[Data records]
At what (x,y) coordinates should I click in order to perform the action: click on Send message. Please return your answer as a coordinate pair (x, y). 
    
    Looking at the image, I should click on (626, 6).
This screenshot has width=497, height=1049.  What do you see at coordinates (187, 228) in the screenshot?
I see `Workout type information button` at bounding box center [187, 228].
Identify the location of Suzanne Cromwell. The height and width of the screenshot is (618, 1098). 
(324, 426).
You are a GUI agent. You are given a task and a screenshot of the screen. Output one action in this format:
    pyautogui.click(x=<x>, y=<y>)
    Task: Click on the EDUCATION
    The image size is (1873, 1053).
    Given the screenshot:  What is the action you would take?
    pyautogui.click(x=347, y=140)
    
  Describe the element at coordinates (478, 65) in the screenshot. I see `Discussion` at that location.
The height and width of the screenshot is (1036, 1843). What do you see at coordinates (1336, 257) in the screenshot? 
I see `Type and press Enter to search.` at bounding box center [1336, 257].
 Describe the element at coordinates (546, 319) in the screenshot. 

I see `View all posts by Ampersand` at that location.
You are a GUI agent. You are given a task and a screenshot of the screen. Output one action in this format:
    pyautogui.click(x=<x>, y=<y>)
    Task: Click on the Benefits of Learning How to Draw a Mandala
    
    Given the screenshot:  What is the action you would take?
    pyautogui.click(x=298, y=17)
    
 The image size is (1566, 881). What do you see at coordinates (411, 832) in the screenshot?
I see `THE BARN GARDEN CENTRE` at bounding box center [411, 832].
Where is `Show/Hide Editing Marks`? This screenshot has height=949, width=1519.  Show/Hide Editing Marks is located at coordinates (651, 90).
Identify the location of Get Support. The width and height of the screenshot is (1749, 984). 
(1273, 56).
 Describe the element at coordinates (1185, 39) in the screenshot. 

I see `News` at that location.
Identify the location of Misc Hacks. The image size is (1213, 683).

- **EXERCISE DETAILS**:
Provide all the records again, word for word.

- **PROBLEM SOLUTION**:
At what (x,y) coordinates should I click in order to perform the action: click on Send message. Please return your answer as a coordinate pair (x, y). 
    
    Looking at the image, I should click on (626, 6).
This screenshot has width=497, height=1049.  What do you see at coordinates (187, 228) in the screenshot?
I see `Workout type information button` at bounding box center [187, 228].
Identify the location of Suzanne Cromwell. The height and width of the screenshot is (618, 1098). 
(324, 426).
You are a GUI agent. You are given a task and a screenshot of the screen. Output one action in this format:
    pyautogui.click(x=<x>, y=<y>)
    Task: Click on the EDUCATION
    The image size is (1873, 1053).
    Given the screenshot:  What is the action you would take?
    pyautogui.click(x=347, y=140)
    
  Describe the element at coordinates (478, 65) in the screenshot. I see `Discussion` at that location.
The height and width of the screenshot is (1036, 1843). What do you see at coordinates (1336, 257) in the screenshot? 
I see `Type and press Enter to search.` at bounding box center [1336, 257].
 Describe the element at coordinates (546, 319) in the screenshot. 

I see `View all posts by Ampersand` at that location.
You are a GUI agent. You are given a task and a screenshot of the screen. Output one action in this format:
    pyautogui.click(x=<x>, y=<y>)
    Task: Click on the Benefits of Learning How to Draw a Mandala
    
    Given the screenshot:  What is the action you would take?
    pyautogui.click(x=298, y=17)
    
 The image size is (1566, 881). What do you see at coordinates (411, 832) in the screenshot?
I see `THE BARN GARDEN CENTRE` at bounding box center [411, 832].
Where is `Show/Hide Editing Marks`? This screenshot has height=949, width=1519.  Show/Hide Editing Marks is located at coordinates (651, 90).
Identify the location of Get Support. The width and height of the screenshot is (1749, 984). 
(1273, 56).
 Describe the element at coordinates (1185, 39) in the screenshot. 

I see `News` at that location.
Identify the location of Misc Hacks. The image size is (1213, 683).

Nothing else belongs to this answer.